The real problem: applications pile up fast
Most students start internship season feeling organized. One spreadsheet, a few tabs, color-coded statuses. Then week three hits — you've applied to 20 companies, three recruiters have emailed back, two want to schedule interviews, one wants a different version of your resume, and you genuinely can't remember if you ever heard back from that one fintech startup.
This is where things start slipping. Missed follow-ups. Forgotten deadlines. That awkward moment when a recruiter mentions a role and you have no idea which version of yourself applied to it.
Why spreadsheets feel right (at first)
Spreadsheets are free, familiar, and infinitely customizable. You can add any column you want. You already know how to use them. There's no signup, no tutorial, no app to learn.
That's the good news. Here's the not-so-good news:
- They don't remind you of anything. A cell that says "Follow up Oct 12" only matters if you happen to open the sheet on October 12.
- They get messy fast. Twenty rows is fine. Eighty rows with merged cells, dropdowns that broke, and a "Notes" column that grew into an essay is not.
- They're awful on your phone. Most applications happen between classes, on the bus, or right before bed. Editing a spreadsheet on mobile is genuinely painful.
- They don't show you progress. You can't tell at a glance how many interviews you have this week, or which applications have gone quiet.
What an internship tracker actually does differently
An internship application tracker isn't magic — it's just software built for one specific job: keeping your applications, deadlines, and follow-ups in one place that's actually designed for it.
The practical differences usually come down to four things:
1. Status that means something
Instead of typing "interview?" into a cell, you move an application through clear stages: applied, interviewing, offer, rejected. You can see your whole pipeline at a glance and spot which applications have been quiet for too long.
2. Follow-ups that don't depend on memory
A good tracker lets you set a follow-up date on every application and surfaces what's due today. No mental load. No "wait, did I email them back?"
3. One place for resume versions
If you tailor your resume per role (you should), a tracker lets you attach the exact version you sent. Six weeks later, when you finally hear back, you'll know which resume the recruiter is looking at.
4. Built for phones
You apply to a role on your laptop, then add the company on your phone at dinner. A tracker is designed for that. A spreadsheet is not.
So which one actually works better?
If you're applying to five things total, a spreadsheet is fine. Really. Don't overthink it.
But if you're in active internship or job search mode — applying to dozens of roles, juggling interviews, tailoring resumes, and trying not to drop the ball on follow-ups — a dedicated application tracker will almost always serve you better. Not because it's fancier, but because it removes the part of the process that quietly burns students out: trying to remember everything.
One option built specifically for this is CareerFlow, a simple internship and job application tracker for students. It's not the only tool out there — Notion templates, Airtable bases, and other trackers can work too. The point isn't the tool; it's having one system that you'll actually open every day.
A simple rule of thumb
Use whatever you'll keep up with. If your spreadsheet is updated and you genuinely feel in control, keep going. If you've already lost track of where two applications stand, that's your sign — the tool isn't matching the volume of your search anymore.
The goal isn't a perfect system. The goal is to spend less time managing your search and more time preparing for the conversations that actually move it forward.
Ready to stop losing track of applications?
Free for students. No spreadsheet required.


» **TO DO**: The entries below are to be copied exactly, with nothing left out.

» **DATA SUPPLIED**:
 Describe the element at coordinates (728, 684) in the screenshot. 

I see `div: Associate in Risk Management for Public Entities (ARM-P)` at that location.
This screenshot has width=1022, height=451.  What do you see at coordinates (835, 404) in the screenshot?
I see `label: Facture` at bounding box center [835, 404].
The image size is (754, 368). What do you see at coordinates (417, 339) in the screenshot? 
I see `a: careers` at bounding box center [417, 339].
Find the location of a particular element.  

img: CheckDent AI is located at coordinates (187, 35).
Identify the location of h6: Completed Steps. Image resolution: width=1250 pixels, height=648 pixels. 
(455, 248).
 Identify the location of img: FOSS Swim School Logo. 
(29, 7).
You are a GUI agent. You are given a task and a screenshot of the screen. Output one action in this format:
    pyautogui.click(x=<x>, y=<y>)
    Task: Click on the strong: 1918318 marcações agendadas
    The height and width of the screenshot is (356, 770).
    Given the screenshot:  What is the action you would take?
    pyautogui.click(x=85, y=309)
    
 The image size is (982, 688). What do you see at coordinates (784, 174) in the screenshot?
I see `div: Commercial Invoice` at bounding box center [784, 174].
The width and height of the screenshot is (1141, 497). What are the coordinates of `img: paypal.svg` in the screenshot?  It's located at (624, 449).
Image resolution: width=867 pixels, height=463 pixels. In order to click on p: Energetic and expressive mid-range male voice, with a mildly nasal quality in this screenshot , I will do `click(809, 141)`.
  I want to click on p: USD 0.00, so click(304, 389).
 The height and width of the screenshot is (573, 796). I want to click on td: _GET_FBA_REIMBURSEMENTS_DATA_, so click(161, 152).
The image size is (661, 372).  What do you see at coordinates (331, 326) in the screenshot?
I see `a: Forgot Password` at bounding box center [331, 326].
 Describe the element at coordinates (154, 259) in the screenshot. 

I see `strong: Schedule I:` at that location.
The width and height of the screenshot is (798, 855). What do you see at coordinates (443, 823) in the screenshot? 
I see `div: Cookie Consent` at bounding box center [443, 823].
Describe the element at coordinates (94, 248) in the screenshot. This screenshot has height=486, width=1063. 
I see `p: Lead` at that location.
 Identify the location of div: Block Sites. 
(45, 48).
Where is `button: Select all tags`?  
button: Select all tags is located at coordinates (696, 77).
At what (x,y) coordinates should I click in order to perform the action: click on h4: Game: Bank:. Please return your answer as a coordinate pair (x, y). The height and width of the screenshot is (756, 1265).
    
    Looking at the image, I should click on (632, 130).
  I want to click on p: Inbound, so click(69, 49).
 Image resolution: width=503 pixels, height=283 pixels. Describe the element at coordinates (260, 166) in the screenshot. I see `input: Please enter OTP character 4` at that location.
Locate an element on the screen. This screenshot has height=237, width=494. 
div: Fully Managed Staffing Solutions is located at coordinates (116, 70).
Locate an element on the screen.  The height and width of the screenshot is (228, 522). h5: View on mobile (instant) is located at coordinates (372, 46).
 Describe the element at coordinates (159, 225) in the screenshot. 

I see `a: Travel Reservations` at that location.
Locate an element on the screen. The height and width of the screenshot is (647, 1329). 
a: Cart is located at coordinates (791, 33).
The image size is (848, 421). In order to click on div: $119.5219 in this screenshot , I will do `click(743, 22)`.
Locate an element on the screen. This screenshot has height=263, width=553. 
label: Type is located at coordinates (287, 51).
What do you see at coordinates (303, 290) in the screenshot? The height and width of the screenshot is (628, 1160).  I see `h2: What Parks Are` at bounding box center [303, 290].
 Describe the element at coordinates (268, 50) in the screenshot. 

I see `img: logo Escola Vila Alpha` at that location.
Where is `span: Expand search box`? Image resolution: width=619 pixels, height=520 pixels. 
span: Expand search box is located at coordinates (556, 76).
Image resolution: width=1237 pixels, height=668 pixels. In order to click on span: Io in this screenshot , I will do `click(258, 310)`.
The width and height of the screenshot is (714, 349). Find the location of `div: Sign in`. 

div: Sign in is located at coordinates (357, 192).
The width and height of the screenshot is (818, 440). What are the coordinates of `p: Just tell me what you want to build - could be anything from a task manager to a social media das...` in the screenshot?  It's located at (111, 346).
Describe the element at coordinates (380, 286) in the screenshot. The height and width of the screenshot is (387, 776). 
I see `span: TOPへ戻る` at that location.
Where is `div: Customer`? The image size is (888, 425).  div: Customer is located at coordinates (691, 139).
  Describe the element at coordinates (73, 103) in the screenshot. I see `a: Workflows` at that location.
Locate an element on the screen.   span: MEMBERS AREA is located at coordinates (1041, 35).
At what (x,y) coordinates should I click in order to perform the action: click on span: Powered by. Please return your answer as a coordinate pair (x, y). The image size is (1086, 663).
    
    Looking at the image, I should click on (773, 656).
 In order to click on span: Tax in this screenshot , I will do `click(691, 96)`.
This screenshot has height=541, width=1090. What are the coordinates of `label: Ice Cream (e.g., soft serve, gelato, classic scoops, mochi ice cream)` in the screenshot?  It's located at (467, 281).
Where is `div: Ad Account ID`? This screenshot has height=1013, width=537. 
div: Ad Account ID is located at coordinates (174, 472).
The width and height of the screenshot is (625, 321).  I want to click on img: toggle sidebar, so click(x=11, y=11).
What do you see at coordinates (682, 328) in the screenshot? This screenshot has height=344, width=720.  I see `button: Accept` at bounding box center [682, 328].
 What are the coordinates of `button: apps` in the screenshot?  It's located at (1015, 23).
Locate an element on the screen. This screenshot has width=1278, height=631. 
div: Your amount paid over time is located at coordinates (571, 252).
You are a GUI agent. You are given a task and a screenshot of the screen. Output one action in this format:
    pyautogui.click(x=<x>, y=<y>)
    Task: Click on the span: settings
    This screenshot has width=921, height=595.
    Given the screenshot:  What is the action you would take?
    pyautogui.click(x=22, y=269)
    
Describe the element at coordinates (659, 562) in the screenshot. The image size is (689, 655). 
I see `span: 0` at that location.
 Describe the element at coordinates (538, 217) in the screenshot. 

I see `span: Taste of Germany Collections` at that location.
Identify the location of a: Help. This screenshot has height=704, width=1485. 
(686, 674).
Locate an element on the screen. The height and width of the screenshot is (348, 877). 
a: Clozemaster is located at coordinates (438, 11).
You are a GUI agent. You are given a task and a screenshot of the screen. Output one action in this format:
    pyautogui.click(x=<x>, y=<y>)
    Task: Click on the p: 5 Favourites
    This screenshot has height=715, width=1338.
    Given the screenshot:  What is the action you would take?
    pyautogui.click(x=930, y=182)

» **SOLVED PROBLEM**:
 Describe the element at coordinates (728, 684) in the screenshot. 

I see `div: Associate in Risk Management for Public Entities (ARM-P)` at that location.
This screenshot has width=1022, height=451.  What do you see at coordinates (835, 404) in the screenshot?
I see `label: Facture` at bounding box center [835, 404].
The image size is (754, 368). What do you see at coordinates (417, 339) in the screenshot? 
I see `a: careers` at bounding box center [417, 339].
Find the location of a particular element.  

img: CheckDent AI is located at coordinates (187, 35).
Identify the location of h6: Completed Steps. Image resolution: width=1250 pixels, height=648 pixels. 
(455, 248).
 Identify the location of img: FOSS Swim School Logo. 
(29, 7).
You are a GUI agent. You are given a task and a screenshot of the screen. Output one action in this format:
    pyautogui.click(x=<x>, y=<y>)
    Task: Click on the strong: 1918318 marcações agendadas
    The height and width of the screenshot is (356, 770).
    Given the screenshot:  What is the action you would take?
    pyautogui.click(x=85, y=309)
    
 The image size is (982, 688). What do you see at coordinates (784, 174) in the screenshot?
I see `div: Commercial Invoice` at bounding box center [784, 174].
The width and height of the screenshot is (1141, 497). What are the coordinates of `img: paypal.svg` in the screenshot?  It's located at (624, 449).
Image resolution: width=867 pixels, height=463 pixels. In order to click on p: Energetic and expressive mid-range male voice, with a mildly nasal quality in this screenshot , I will do `click(809, 141)`.
  I want to click on p: USD 0.00, so click(304, 389).
 The height and width of the screenshot is (573, 796). I want to click on td: _GET_FBA_REIMBURSEMENTS_DATA_, so click(161, 152).
The image size is (661, 372).  What do you see at coordinates (331, 326) in the screenshot?
I see `a: Forgot Password` at bounding box center [331, 326].
 Describe the element at coordinates (154, 259) in the screenshot. 

I see `strong: Schedule I:` at that location.
The width and height of the screenshot is (798, 855). What do you see at coordinates (443, 823) in the screenshot? 
I see `div: Cookie Consent` at bounding box center [443, 823].
Describe the element at coordinates (94, 248) in the screenshot. This screenshot has height=486, width=1063. 
I see `p: Lead` at that location.
 Identify the location of div: Block Sites. 
(45, 48).
Where is `button: Select all tags`?  
button: Select all tags is located at coordinates (696, 77).
At what (x,y) coordinates should I click in order to perform the action: click on h4: Game: Bank:. Please return your answer as a coordinate pair (x, y). The height and width of the screenshot is (756, 1265).
    
    Looking at the image, I should click on (632, 130).
  I want to click on p: Inbound, so click(69, 49).
 Image resolution: width=503 pixels, height=283 pixels. Describe the element at coordinates (260, 166) in the screenshot. I see `input: Please enter OTP character 4` at that location.
Locate an element on the screen. This screenshot has height=237, width=494. 
div: Fully Managed Staffing Solutions is located at coordinates (116, 70).
Locate an element on the screen.  The height and width of the screenshot is (228, 522). h5: View on mobile (instant) is located at coordinates (372, 46).
 Describe the element at coordinates (159, 225) in the screenshot. 

I see `a: Travel Reservations` at that location.
Locate an element on the screen. The height and width of the screenshot is (647, 1329). 
a: Cart is located at coordinates (791, 33).
The image size is (848, 421). In order to click on div: $119.5219 in this screenshot , I will do `click(743, 22)`.
Locate an element on the screen. This screenshot has height=263, width=553. 
label: Type is located at coordinates (287, 51).
What do you see at coordinates (303, 290) in the screenshot? The height and width of the screenshot is (628, 1160).  I see `h2: What Parks Are` at bounding box center [303, 290].
 Describe the element at coordinates (268, 50) in the screenshot. 

I see `img: logo Escola Vila Alpha` at that location.
Where is `span: Expand search box`? Image resolution: width=619 pixels, height=520 pixels. 
span: Expand search box is located at coordinates (556, 76).
Image resolution: width=1237 pixels, height=668 pixels. In order to click on span: Io in this screenshot , I will do `click(258, 310)`.
The width and height of the screenshot is (714, 349). Find the location of `div: Sign in`. 

div: Sign in is located at coordinates (357, 192).
The width and height of the screenshot is (818, 440). What are the coordinates of `p: Just tell me what you want to build - could be anything from a task manager to a social media das...` in the screenshot?  It's located at (111, 346).
Describe the element at coordinates (380, 286) in the screenshot. The height and width of the screenshot is (387, 776). 
I see `span: TOPへ戻る` at that location.
Where is `div: Customer`? The image size is (888, 425).  div: Customer is located at coordinates (691, 139).
  Describe the element at coordinates (73, 103) in the screenshot. I see `a: Workflows` at that location.
Locate an element on the screen.   span: MEMBERS AREA is located at coordinates (1041, 35).
At what (x,y) coordinates should I click in order to perform the action: click on span: Powered by. Please return your answer as a coordinate pair (x, y). The image size is (1086, 663).
    
    Looking at the image, I should click on (773, 656).
 In order to click on span: Tax in this screenshot , I will do `click(691, 96)`.
This screenshot has height=541, width=1090. What are the coordinates of `label: Ice Cream (e.g., soft serve, gelato, classic scoops, mochi ice cream)` in the screenshot?  It's located at (467, 281).
Where is `div: Ad Account ID`? This screenshot has height=1013, width=537. 
div: Ad Account ID is located at coordinates (174, 472).
The width and height of the screenshot is (625, 321).  I want to click on img: toggle sidebar, so click(x=11, y=11).
What do you see at coordinates (682, 328) in the screenshot? This screenshot has height=344, width=720.  I see `button: Accept` at bounding box center [682, 328].
 What are the coordinates of `button: apps` in the screenshot?  It's located at (1015, 23).
Locate an element on the screen. This screenshot has width=1278, height=631. 
div: Your amount paid over time is located at coordinates (571, 252).
You are a GUI agent. You are given a task and a screenshot of the screen. Output one action in this format:
    pyautogui.click(x=<x>, y=<y>)
    Task: Click on the span: settings
    This screenshot has width=921, height=595.
    Given the screenshot:  What is the action you would take?
    pyautogui.click(x=22, y=269)
    
Describe the element at coordinates (659, 562) in the screenshot. The image size is (689, 655). 
I see `span: 0` at that location.
 Describe the element at coordinates (538, 217) in the screenshot. 

I see `span: Taste of Germany Collections` at that location.
Identify the location of a: Help. This screenshot has height=704, width=1485. 
(686, 674).
Locate an element on the screen. The height and width of the screenshot is (348, 877). 
a: Clozemaster is located at coordinates (438, 11).
You are a GUI agent. You are given a task and a screenshot of the screen. Output one action in this format:
    pyautogui.click(x=<x>, y=<y>)
    Task: Click on the p: 5 Favourites
    This screenshot has height=715, width=1338.
    Given the screenshot:  What is the action you would take?
    pyautogui.click(x=930, y=182)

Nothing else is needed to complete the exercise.